Monday, May 12, 2008

A market-driven spin-off

EnCana, an oil and gas company, announced this weekend that it plans to split itself into two: "one a natural gas company with an outstanding portfolio of early life, North American, natural gas resource plays and the other a fully integrated oil company with industry-leading in-situ oilsands properties and top-performing refineries, as well as an underlying foundation of reliable oil and gas resource plays."

So it said in a Mothers-Day release/

This presumably means that it has decided that the 'synergies' from those two lines are negative: they're more profitable apart than together.

There has been a good deal of discussion in recent years about the "agency" problem in corporate governance. The boards of directors are formally the agents of the investors, and in a situation where a split-up works best for those investors, should work toward a split up. But do they?

Some economists argue that an empire-building impulse prevents or obstructs such developments. To put it baldly: a typical CEO would rather be at the top of a large company than of one of two smaller ones. This may even be the case when it means he's the boss of an under-performing large company rather of a better-performing small one. That (if true) makes them untrustworthy agents.

In this one case, anyway, it would seem not to be true. So hurrah for the board of EnCana. I hope their mothers are proud.

Though no shareholder-activist campaign seems to have been required to force their hand, I'll observe (if only to tie this entry in clearly with the over-arching themes of this blog) that such campaigns are often directed at producing precisely such a restructuring effect.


▶ _EXERCISE DESCRIPTION_
If a line includes the word "pattern", it belongs in the count; state the total for the data below and add nothing.

┄┄┄┄┄┄

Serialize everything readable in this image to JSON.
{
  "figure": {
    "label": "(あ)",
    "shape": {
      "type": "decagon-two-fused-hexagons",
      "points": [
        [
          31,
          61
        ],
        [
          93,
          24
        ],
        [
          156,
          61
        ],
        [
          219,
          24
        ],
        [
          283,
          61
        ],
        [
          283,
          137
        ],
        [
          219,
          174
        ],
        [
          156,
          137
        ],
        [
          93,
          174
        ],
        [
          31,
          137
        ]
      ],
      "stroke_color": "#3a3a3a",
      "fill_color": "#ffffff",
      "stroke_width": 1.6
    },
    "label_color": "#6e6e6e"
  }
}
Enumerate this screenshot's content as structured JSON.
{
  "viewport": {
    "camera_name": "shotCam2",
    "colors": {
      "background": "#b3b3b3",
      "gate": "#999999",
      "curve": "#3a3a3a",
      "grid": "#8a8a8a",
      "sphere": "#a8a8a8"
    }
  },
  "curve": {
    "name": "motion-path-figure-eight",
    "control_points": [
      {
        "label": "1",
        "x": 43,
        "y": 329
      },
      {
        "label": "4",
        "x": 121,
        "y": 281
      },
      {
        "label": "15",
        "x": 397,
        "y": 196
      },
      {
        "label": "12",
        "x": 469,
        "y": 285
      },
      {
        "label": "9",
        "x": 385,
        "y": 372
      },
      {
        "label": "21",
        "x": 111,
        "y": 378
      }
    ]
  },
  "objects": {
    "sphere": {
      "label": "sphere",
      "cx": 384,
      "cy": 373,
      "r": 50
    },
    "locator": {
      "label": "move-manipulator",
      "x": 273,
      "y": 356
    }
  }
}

┄┄┄┄┄┄

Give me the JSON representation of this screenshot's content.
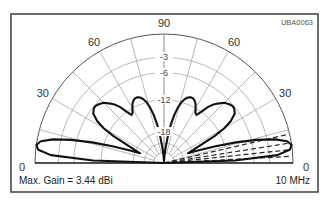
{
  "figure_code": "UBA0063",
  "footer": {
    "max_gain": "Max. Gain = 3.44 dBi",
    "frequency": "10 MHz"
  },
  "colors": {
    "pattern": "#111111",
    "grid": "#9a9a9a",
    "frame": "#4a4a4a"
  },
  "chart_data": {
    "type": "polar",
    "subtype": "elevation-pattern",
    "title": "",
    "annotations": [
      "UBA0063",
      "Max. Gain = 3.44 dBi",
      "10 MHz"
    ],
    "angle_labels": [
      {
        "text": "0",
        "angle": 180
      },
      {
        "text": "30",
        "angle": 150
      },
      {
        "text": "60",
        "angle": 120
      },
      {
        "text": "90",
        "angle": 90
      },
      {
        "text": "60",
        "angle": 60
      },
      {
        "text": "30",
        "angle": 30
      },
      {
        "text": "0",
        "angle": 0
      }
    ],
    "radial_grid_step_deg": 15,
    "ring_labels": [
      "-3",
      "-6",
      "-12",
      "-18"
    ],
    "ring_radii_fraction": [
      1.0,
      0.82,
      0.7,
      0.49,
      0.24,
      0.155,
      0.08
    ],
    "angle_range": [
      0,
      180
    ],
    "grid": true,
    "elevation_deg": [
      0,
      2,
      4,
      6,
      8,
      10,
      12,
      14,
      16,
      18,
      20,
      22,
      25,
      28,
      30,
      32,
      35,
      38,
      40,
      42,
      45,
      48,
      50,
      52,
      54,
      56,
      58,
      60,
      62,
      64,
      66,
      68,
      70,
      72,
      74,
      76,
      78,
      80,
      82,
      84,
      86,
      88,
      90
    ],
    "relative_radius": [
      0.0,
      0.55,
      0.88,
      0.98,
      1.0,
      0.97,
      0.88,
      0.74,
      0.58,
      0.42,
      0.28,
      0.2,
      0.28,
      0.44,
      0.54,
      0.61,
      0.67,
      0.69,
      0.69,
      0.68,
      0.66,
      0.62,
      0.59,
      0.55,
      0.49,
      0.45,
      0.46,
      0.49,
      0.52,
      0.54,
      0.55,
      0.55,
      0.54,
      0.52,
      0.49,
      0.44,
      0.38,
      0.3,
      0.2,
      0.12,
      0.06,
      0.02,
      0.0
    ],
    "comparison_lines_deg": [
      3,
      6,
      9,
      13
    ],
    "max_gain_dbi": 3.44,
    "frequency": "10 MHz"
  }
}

┄┄┄┄┄┄

▶ _TASK OUTPUT_
2